"But, oh! where is Margaret?" cried Bess, as Corinne rushed to embrace her. "Why isn't she with you?"

"Oh, she'll be along in a minute!" announced Corinne, unconcernedly. Then suddenly she turned, and said quietly:

"Look!"

They turned at her command, and glanced upward expecting to see their sister in her usual wheel-chair. Instead, there at the top of the gangway—stood Margaret, rosy, plump, and browned by the sun! And under her arms were a pair of crutches! When she saw her own family below, she blew them a kiss, adjusted her crutches, and proceeded down the gangway alone, haltingly, it is true, but refusing the assistance of the anxious steward who hovered behind her!

To the members of her family, who never in all their lives had beheld her on her feet, the sight was almost overwhelming. The twins and their mother were actually too stunned to speak, and Alexander relieved himself only by a low-muttered, "Can you beat it!"—his favorite expression of surprise. But it was Sarah who did the most astonishing thing. She tore up the gangway, snatched Margaret when she was but half-way down, and bore her back, crutches and all, to the group below, crying:

"Me little darlint! It's true! It's true! I didn't believe it!"

The Charlton Street house was a scene that night of such festivity and rejoicing as it had probably never known before in all its history. Corinne and her father and aunt had accompanied the Bronsons home, and stayed to a feast that Sarah had evolved in some sudden and mysterious manner, for she had been away from the house all of the afternoon. But Sarah was an adept at such bits of necromancy. Then, when the older folks were still talking hard and fast, the five young people drew apart by themselves, and Jess said:

"Now, for goodness' sake, explain the whole business again! My brain is so bewildered I can't seem to understand it all yet!"

It was Corinne who tried to straighten out the tangle. She told how, before they started on their trip, her father had suddenly become possessed with the idea that perhaps something could be done to help Margaret's trouble if only the right physician could be found. It happened that he was personally acquainted with a doctor famous for his success in this very kind of case and who also usually spent a few weeks at that season of the year in Bermuda. If Margaret could be helped by any one in the world, Mr. Cameron felt sure it would be by this surgeon. So he privately made up his mind that the famous specialist should be consulted as soon as they got there. But of this he said not a word to any one, lest it should only be a cause of disappointment in case no good was accomplished.

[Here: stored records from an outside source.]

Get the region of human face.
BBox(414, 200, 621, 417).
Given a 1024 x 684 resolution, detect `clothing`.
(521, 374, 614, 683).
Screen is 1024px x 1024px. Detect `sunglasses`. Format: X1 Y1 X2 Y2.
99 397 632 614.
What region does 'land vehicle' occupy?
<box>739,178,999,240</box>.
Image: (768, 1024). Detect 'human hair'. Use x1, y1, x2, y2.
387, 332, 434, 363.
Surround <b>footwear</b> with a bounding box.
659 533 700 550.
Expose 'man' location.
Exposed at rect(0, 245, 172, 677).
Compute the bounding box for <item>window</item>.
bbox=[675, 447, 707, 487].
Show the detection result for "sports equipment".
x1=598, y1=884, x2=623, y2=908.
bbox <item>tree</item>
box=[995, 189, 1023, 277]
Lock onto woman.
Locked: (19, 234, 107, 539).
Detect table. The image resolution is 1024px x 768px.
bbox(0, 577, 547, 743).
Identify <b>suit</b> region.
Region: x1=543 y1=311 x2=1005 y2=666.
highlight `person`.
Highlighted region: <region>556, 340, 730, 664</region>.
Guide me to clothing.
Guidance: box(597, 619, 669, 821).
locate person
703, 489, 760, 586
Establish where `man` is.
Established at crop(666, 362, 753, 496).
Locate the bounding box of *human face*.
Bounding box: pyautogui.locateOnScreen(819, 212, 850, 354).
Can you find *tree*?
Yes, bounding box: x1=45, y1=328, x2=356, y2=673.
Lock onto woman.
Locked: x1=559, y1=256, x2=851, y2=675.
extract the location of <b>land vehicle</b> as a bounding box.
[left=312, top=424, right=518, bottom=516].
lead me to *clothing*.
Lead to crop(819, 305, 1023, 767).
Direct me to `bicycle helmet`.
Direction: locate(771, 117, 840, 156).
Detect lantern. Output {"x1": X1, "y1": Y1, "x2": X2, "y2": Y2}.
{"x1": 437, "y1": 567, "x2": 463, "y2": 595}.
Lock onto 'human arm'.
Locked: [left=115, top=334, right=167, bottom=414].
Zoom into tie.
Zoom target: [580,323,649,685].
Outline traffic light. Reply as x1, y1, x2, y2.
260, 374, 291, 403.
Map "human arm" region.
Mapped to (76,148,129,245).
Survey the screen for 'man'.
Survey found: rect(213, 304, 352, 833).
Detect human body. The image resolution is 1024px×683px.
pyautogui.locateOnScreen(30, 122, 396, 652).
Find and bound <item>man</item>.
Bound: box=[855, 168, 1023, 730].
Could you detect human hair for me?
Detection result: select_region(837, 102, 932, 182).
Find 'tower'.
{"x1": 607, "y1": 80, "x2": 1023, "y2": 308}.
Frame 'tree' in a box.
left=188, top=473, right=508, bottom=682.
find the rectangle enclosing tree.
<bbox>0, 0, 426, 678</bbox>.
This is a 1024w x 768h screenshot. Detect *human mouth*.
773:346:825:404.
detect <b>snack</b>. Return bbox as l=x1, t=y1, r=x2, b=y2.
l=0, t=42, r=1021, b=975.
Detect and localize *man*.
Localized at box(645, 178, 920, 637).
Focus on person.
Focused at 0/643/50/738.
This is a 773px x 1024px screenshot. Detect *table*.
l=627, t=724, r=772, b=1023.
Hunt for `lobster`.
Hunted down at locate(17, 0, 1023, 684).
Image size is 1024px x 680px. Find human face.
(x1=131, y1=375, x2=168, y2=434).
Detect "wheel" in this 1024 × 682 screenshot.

Corinne laughed, however, when she said there was one exception to this. On the night when Sarah had issued her awful ultimatum, Mr. Cameron made up his mind that the only way to influence her was to tell her, privately, his hopes for Margaret. This he did, and it had the remarkable effect that had so bewildered them. This, also, was the reason why Sarah seemed the least surprised and had said such strange things that day at the pier.